On her Web site, Richsong.com, Rich writes that she penned her first lyrics in the bathroom; she calls these her “bathroom tapes.” The BMI Web site says that Rich took up songwriting at the same time she first came to prominence as a Manhattan socialite and wife of a billionaire commodities trader, “originally as a method of addressing her troubled marriage.”

“Frankie” was written after a dream she had on a plane heading for Europe. The song is about a summer romance between a 12-year-old girl and 15-year-old boy that went sour when he dumped her for another (presumably prepubescent?) girl. “Oh, how you brought me down (down down); all I did was runnin’ around (around).” Years later, Rich attacked a similar topic with “Don’t Waste Your Time” for Blige and Franklin. “He’s got a sweetie on the side; stop making truth out of his lies.”

Rich attributes her musical success to the occult. “I think a lot of my ideas come from maybe my past lives,” she writes. “Maybe it’s a spiritual connection to people who have passed on.

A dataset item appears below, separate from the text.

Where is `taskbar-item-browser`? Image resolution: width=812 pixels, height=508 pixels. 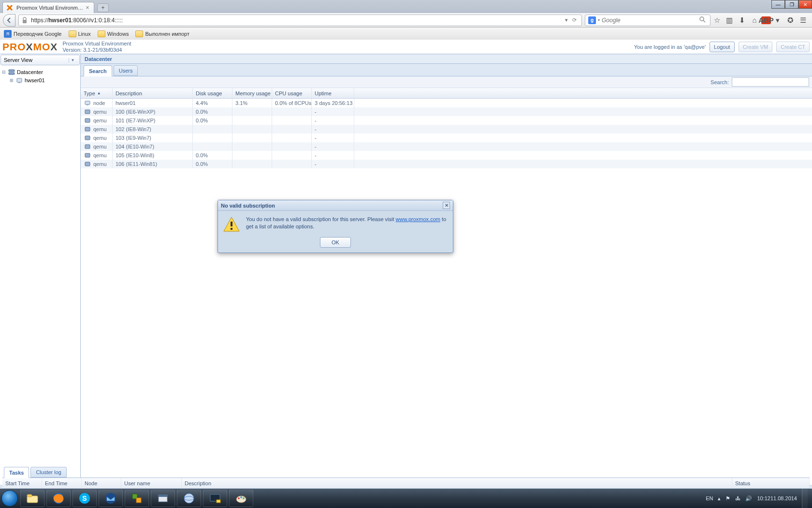 taskbar-item-browser is located at coordinates (189, 498).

I know I get ideas from them.” If that’s true, maybe she needs to talk again with the spirit who told her to get mixed up in her ex’s affairs.

Rich still has a thing for controversial rich guys. Her new beau is rumored to be Herbert Black, a Montreal millionaire who most recently made the news by winning a ‘‘substantial amount of money’’ as part of a settlement of the Sotheby/Christie’s commission-fixing case. Herbert is also known as the “David” who took on the “Goliath” Sumitomo Corp. in a deal that sent the worldwide price of copper over the edge. The Japanese commodity giant ended up losing billions, while Black made a clear profit of over $75 million. Black also was involved in a bitter divorce battle with his second wife, Veeda Gilanshah of New York. The Iranian-born Gilanshah married Black in June 1990. Their divorce dispute began in 1992.